Part 52 (1/2)

”It is late,” he said, ”as you doubtless know, and I have neglected a call. May I leave you to go on alone?” Then his voice softened. ”Are you ill?” he asked--”or in pain?”

She laughed mirthlessly.

”You are too strong,” she returned, ”to stoop to irony.”

”It was not irony,” he answered, gently.

She smiled sadly, her eyes raised.

”Tell me that you will come to see me--once,” she said.

He looked at her with sudden tenderness.

”Yes,” he answered; ”I will come. Good-bye!”

”Good-bye!”

And they went different ways.

CHAPTER X

Mariana went home with throbs of elation in her heart. She was thrilled with a strange, unreasoning joy--a sense of wonder and of mystery--that caused her pulses to quiver and her feet to hasten.

”I shall see him again,” she thought--”I shall see him again.”

She forgot the years of separation, her past indifference, the barriers between them. She forgot the coldness of his voice and his accusing glance. Her nature had leaped suddenly into fulness, and a storm of pa.s.sion such as she had never known had seized her. The emotions of her girlhood seemed to her stale and bloodless beside the tempest which possessed her now. As she walked her lips trembled, and she thought, ”I shall see him again.”

At dinner Miss Ramsey noticed her flushed face, and, when they went into the drawing-room, took her hands. ”You are feverish,” she said, ”and you ate nothing.”

Mariana laughed excitedly.

”No,” she answered, ”I am well--very well.”

They sat down together, and she looked at Miss Ramsey with quick tenderness.

”Am I good to you?” she asked. ”Am I good to the servants?--to everybody?”

”What is it, dear?”

”Oh, I want to begin over again--all over again! It is but fair that one should have a second chance, is it not?”

Miss Ramsey smiled.

”Some of us never have a first,” she said; and Mariana took her in her arms and kissed her. ”You shall have yours,” she declared. ”I will give it to you.”

When she went up-stairs a little later she took down an old square desk from a shelf in the dressing-room and brought it to the rug before the fire. Kneeling beside it, she turned the key and raised the narrow lid of ink-stained mahogany. It was like unlocking the past years to sit surrounded by these memories in tangible forms, to smell the close, musty odor which clings about the relics of a life or a love that is dead.

She drew them out one by one and laid them on the hearth-rug--these faded things that seemed in some way to waft with the scent of decay unseizable a.s.sociations of long-gone joy or sorrow. The dust lay thickly over them, as the dust of forgetfulness lay over the memories they invoked. There was a letter from her mother written to her in her babyhood, and the fine, faded handwriting recalled to her the drooping figure--a slight and pa.s.sionate woman, broken by poverty and disappointments, with vivacious lips and eyes of honest Irish blue.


### WORK INSTRUCTION
Apart from the images, every record below must be given again without alteration.

### DATA
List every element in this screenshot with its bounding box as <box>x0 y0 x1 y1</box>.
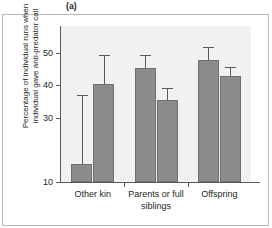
bar <box>198 60 219 182</box>
x-axis-line <box>60 182 260 183</box>
y-tick-label: 10 <box>43 177 53 187</box>
x-tick-mark <box>188 182 189 187</box>
y-tick-mark <box>56 118 61 119</box>
bar <box>93 84 114 182</box>
error-bar-cap <box>225 67 236 68</box>
bar <box>220 76 241 182</box>
bar <box>157 100 178 182</box>
error-bar-line <box>230 67 231 76</box>
y-axis-title-line2: individual gave anti-predator call <box>31 4 42 129</box>
y-tick-mark <box>56 85 61 86</box>
error-bar-line <box>145 55 146 68</box>
x-group-label: Offspring <box>174 189 264 201</box>
figure-panel-a: (a) Percentage of individual runs when i… <box>0 0 272 228</box>
error-bar-line <box>82 95 83 164</box>
y-tick-mark <box>56 182 61 183</box>
panel-label: (a) <box>66 1 77 11</box>
y-tick-mark <box>56 53 61 54</box>
y-axis-line <box>60 26 61 183</box>
x-tick-mark <box>124 182 125 187</box>
y-axis-title-line1: Percentage of individual runs when <box>21 4 32 129</box>
error-bar-line <box>167 88 168 100</box>
error-bar-cap <box>162 88 173 89</box>
error-bar-cap <box>77 95 88 96</box>
error-bar-cap <box>140 55 151 56</box>
error-bar-line <box>208 47 209 60</box>
x-group-label-line2: siblings <box>111 201 201 213</box>
bar <box>135 68 156 182</box>
error-bar-cap <box>99 55 110 56</box>
error-bar-line <box>104 55 105 85</box>
y-tick-label: 50 <box>43 48 53 58</box>
y-axis-title: Percentage of individual runs when indiv… <box>17 0 45 146</box>
y-tick-label: 40 <box>43 80 53 90</box>
y-tick-label: 30 <box>43 113 53 123</box>
bar <box>71 164 92 182</box>
error-bar-cap <box>203 47 214 48</box>
x-group-label-line1: Offspring <box>174 189 264 201</box>
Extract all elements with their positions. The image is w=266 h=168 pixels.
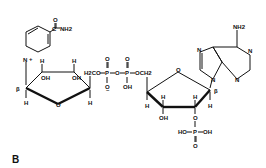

### SOLVED PROBLEM
List every element in this screenshot with its bounding box as <box>x0 y0 x1 y1</box>.
bar <box>198 60 219 182</box>
x-axis-line <box>60 182 260 183</box>
y-tick-label: 10 <box>43 177 53 187</box>
x-tick-mark <box>188 182 189 187</box>
y-tick-mark <box>56 118 61 119</box>
bar <box>93 84 114 182</box>
error-bar-cap <box>225 67 236 68</box>
bar <box>220 76 241 182</box>
bar <box>157 100 178 182</box>
error-bar-line <box>230 67 231 76</box>
y-axis-title-line2: individual gave anti-predator call <box>31 4 42 129</box>
y-tick-mark <box>56 85 61 86</box>
error-bar-line <box>145 55 146 68</box>
x-group-label: Offspring <box>174 189 264 201</box>
figure-panel-a: (a) Percentage of individual runs when i… <box>0 0 272 228</box>
error-bar-line <box>82 95 83 164</box>
y-tick-mark <box>56 182 61 183</box>
panel-label: (a) <box>66 1 77 11</box>
y-tick-mark <box>56 53 61 54</box>
y-axis-line <box>60 26 61 183</box>
x-tick-mark <box>124 182 125 187</box>
y-axis-title-line1: Percentage of individual runs when <box>21 4 32 129</box>
error-bar-line <box>167 88 168 100</box>
error-bar-cap <box>162 88 173 89</box>
error-bar-cap <box>77 95 88 96</box>
error-bar-cap <box>140 55 151 56</box>
error-bar-line <box>208 47 209 60</box>
x-group-label-line2: siblings <box>111 201 201 213</box>
bar <box>135 68 156 182</box>
error-bar-cap <box>99 55 110 56</box>
error-bar-line <box>104 55 105 85</box>
y-tick-label: 50 <box>43 48 53 58</box>
y-axis-title: Percentage of individual runs when indiv… <box>17 0 45 146</box>
y-tick-label: 40 <box>43 80 53 90</box>
y-tick-label: 30 <box>43 113 53 123</box>
bar <box>71 164 92 182</box>
error-bar-cap <box>203 47 214 48</box>
x-group-label-line1: Offspring <box>174 189 264 201</box>
Extract all elements with their positions. The image is w=266 h=168 pixels.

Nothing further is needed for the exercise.